I apologize for going quiet for the last month. I’ve been in New Zealand and Australia, the former for the scenery, and the latter, mostly, for the total eclipse of the sun. I’ve been home for about a week, and I’ve been dealing with jet lag and the three thousand images that I made while I was gone. The number of images is a little misleading, since I am still fascinated by handheld (sweep) panoramas, each of which consists of 3 to 16 component images, and I made a lot of these panoramas on the trip.
Packing for a week on the South Island of New Zealand during late spring (we got seriously snowed on the first day) followed by a week on a boat in tropical waters off Cairns, in northern Australia, was difficult, even leaving photography aside. Add the selectively-enforced Qantas 7 kilogram limit for carry-ons, and I had to make some changes to my usual practices.
Unless I have special projects in mind, I’ve been traveling with one or two pro-series Nikon bodies and three or four single-focal-length lenses. Over the years, the Nikon primes have gotten better and faster, but they’ve also gotten bigger and heavier.
I decided to not take any SLR at all. I figured my main camera would be an M9. I brought three lenses: the 18mm and 24mm f/3.8 Super Elmars, and the 50mm f/1.4 Summilux. I also took a Sony NEX-7 with the Zeiss 24mm f/1.8 for low-light situations, and for times when I couldn’t take the time to accurately focus the Leica. The whole kit, packed in a Slinger case with extra finders, memory cards, and batteries, weighed about 5 pounds. I figured I’d leave the camera bag in my carry-on unless the airline made me surrender it, then I’d pull the Slinger out of the carry-on and carry the cameras on.

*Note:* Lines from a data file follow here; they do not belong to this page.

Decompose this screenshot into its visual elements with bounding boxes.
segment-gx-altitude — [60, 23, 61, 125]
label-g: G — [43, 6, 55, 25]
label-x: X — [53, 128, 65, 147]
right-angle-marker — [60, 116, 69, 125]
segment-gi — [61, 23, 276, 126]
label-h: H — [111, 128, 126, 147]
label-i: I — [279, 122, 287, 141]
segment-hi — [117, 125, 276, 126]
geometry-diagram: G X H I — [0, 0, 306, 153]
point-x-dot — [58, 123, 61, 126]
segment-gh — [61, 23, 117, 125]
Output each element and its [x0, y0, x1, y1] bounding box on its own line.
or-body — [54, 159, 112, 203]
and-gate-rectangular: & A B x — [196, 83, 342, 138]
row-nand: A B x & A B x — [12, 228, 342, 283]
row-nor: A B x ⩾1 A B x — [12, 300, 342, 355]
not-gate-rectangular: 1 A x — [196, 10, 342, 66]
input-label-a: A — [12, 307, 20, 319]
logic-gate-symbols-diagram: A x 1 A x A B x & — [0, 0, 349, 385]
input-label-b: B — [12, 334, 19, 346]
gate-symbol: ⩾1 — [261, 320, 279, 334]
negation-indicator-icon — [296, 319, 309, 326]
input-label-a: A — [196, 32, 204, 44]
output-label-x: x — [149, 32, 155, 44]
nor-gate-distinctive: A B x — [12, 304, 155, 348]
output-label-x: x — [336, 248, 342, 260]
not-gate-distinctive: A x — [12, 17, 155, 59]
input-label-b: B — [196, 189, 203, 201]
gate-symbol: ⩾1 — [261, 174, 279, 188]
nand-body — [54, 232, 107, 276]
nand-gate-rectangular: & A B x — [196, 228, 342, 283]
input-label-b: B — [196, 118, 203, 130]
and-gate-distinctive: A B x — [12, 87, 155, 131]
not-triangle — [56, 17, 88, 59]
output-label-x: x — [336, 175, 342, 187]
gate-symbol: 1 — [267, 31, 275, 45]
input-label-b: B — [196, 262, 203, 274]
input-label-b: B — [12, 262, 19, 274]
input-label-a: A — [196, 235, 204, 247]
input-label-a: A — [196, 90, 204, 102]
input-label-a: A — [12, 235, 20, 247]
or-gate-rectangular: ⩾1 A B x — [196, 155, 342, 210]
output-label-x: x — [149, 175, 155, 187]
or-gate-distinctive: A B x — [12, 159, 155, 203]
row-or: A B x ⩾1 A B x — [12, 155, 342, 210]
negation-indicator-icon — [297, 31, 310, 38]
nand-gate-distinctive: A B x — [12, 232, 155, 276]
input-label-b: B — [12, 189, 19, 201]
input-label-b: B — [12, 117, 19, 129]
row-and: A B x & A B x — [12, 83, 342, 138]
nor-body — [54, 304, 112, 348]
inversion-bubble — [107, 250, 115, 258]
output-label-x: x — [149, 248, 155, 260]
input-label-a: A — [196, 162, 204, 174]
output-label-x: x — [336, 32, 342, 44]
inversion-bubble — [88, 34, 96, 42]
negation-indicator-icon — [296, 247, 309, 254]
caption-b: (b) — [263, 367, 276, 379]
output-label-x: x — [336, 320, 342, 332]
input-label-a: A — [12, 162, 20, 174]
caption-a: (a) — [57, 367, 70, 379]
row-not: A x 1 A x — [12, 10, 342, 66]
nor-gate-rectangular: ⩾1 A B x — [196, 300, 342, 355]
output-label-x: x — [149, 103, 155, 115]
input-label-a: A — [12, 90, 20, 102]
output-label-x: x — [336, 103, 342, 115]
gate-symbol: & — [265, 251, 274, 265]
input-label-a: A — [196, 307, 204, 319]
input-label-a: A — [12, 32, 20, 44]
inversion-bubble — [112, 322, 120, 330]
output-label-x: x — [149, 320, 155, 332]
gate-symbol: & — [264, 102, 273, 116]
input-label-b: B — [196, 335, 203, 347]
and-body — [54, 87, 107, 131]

Those of you who’ve been reading this blog for a while know that I take a contrarian view of how to use memory cards. The conventional wisdom seems to be to use many small cards, so that, if you have a card failure, you won’t lose many pictures. My philosophy, based on the theory that almost all memory card failures are the result of changing cards in the field, is to use the largest cards I can find, and change them as infrequently as possible. I know it’s a small sample space, and I am tempting the fates by saying it, but I haven’t lost an image due to a memory card problem in 15 years and close to a million images. I stuck a 128GB SD card in the Sony, which announced that it now had room for more than 5000 raw files, well over what I expected to create on the trip. I put a 32 GB card in the Leica, which is the largest it can take. I ended up filling it and swapping in another towards the end of the journey.
So how’d it go? Altogether, it worked out great. There were some surprises, though.

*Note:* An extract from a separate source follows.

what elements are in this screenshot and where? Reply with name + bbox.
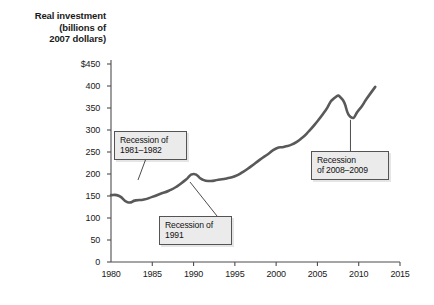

I ended up using the NEX-7 for far more images than the Leica. The reason was the small buffer size and the slow write speed on the German camera, which didn’t work well with multi-shot panoramas. Let me explain. For the past six months I’ve been making a lot panoramas composed of sets of handheld images. I’ve found that, with fast cameras such as the D3 and D4, I can actually capture moving subjects by setting the camera to continuous and holding down the shutter release while I spin the camera by twisting my wrist. The Leica isn’t fast enough for that, but made some slower handheld panos with it. The M9 buffer size is about 7 or 8 raw images, which is not enough to make a couple of preliminary images to get the exposure right and bang off an entire pano. Even worse, when the buffer does fill up, the camera writes the data to the SD card what seems like a month per image, but is probably more like ten or fifteen seconds. However long it is, it’s annoyingly slow. The SD cards I’m using in the M9 aren’t the fastest, since I bought them some time ago (if I get time, I’ll do some testing and report on the results). However, even if the write times went down, it would still be a pain.

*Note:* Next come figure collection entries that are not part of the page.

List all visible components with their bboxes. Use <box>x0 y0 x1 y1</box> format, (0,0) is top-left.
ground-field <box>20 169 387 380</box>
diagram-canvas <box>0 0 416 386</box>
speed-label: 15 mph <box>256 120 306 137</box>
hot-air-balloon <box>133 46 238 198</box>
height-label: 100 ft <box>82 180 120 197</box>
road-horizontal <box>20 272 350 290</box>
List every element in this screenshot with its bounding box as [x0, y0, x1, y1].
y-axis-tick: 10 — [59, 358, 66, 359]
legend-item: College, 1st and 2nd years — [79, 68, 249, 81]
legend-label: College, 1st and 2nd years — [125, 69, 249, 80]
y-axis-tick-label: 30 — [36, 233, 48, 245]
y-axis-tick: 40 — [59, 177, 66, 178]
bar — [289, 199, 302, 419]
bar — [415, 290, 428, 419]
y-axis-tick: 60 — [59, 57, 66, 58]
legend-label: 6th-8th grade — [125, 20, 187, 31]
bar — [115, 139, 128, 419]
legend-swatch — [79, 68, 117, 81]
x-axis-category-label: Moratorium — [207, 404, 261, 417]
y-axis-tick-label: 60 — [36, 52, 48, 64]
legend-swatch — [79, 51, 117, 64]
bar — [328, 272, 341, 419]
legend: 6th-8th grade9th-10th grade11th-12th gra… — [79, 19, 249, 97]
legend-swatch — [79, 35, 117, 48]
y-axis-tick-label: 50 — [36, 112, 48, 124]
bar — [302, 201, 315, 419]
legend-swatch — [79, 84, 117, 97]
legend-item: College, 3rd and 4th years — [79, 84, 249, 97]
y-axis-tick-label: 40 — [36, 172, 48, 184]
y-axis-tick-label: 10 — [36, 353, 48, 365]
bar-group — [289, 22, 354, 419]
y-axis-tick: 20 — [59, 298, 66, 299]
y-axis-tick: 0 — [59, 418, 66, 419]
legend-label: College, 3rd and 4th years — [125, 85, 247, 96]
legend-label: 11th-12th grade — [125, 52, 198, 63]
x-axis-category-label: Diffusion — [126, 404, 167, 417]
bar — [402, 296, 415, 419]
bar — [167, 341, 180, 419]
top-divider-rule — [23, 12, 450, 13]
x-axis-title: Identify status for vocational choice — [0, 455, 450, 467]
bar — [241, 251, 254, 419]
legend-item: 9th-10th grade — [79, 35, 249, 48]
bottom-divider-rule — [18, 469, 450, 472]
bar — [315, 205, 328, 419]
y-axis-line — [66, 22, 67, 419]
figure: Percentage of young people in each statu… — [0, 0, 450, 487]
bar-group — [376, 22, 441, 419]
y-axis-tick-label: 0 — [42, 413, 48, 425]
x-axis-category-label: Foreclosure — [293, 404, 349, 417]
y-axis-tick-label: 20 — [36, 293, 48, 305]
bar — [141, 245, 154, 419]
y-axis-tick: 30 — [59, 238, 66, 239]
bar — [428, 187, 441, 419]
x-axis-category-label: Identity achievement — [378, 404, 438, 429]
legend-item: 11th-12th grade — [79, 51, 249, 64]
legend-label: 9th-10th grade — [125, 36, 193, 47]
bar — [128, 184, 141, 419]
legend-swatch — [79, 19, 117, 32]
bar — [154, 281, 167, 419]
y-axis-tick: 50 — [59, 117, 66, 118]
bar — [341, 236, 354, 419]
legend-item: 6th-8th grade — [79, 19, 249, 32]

The NEX-7 has none of these problems. I don’t even know how big the buffer is, because it empties so fast that I never get it full. The 24mm lens on the NEX-7 is about the same angle of view as a 35mm lens on a full frame camera, which is usually good for making panos when the camera is held vertically. Here’s an example:
Putting the 50mm on the M9 and shooting a bunch of verticals can also produce good results if you’re patient:
and the Summilux is probably the sharpest lens I own, so the amount of detail is endless:
The user interface of the two cameras differ widely, mostly to the Sony’s disadvantage.
The Leica doesn’t have many features, but provides direct and precise access to most of them. You want to change the aperture? Twist the ring. You want to change the shutter speed? Twist the dial on top of the camera that looks like it would be at home on a 1950s M3. You want aperture-priority? It’s a position on the shutter speed dial (it should have a detent that feels different from the others, but it doesn’t). You want some other exposure option? Forget about it. You want autofocus? You can’t have that, so there’s no need to change AF mode. You want to change ISO? Press the ISO button on the back of the camera, and hold it down while you pick the one you want with the four-position switch on the back of the camera (because the ISOs are laid out in a grid, you can go up or down a full stop with just one click. You want to invoke live view? Not possible.
If the kind of photography that you want to do is within the M9’s capabilities, it is a superb tool. If you need really accurate framing, precise focusing for lenses 50mm and longer at wide apertures, or rapid-fire continuous exposures, you’ll be happier with another camera. Fortunately, the NEX-7 is good at all those things.
The Sony has an endless list of features, and a user interface that is not up to the formidable task of providing intuitive, rapid access to those features. The advanced user would be far better served if the camera had a mode that locked out most of the bells, whistles, and foxtails (sweep panorama that dumbs down the resolution and produces only JPEGs, smile-detect shutter release, etc.), or a firmware version that didn’t support them at all. The camera’s controls take too little effort to actuate, making it easy to take two steps when you want one, or, worse, activate a control without meaning to or even knowing that you did so. On the trip, just about every time I handed the camera to someone to take a picture, I got it back with one or more of the settings changed. Usually the ISO was different. Sometimes the program mode, f-stop (I use aperture priority a lot), or the exposure compensation. I once got the camera back in sweep-panorama mode, which was more than a little confusing. I didn’t have this problem with the Leica, and I’ve never had it with any of my Nikon SLRs.
Spending more than two weeks swapping back and forth between the two cameras made me acutely aware of a difference that (I think) has nothing to do with the images made. The Leica is a fine piece of machinery, built the old-fashioned way, and it’s a joy to manipulate the controls. The lenses focus silkily. The shutter release is gratifyingly tactile, and the sound the shutter makes is delightful.
On the other hand, putting all that steel and brass into the camera and its lenses makes the Leica more of a chore to drag around than the Sony. The aluminum-housed Zeiss 24mm is marvelously light and easy to handle, even if it is larger than you’d expect given its short focal length and the fact that it doesn’t have to cover the full 35mm-sized frame.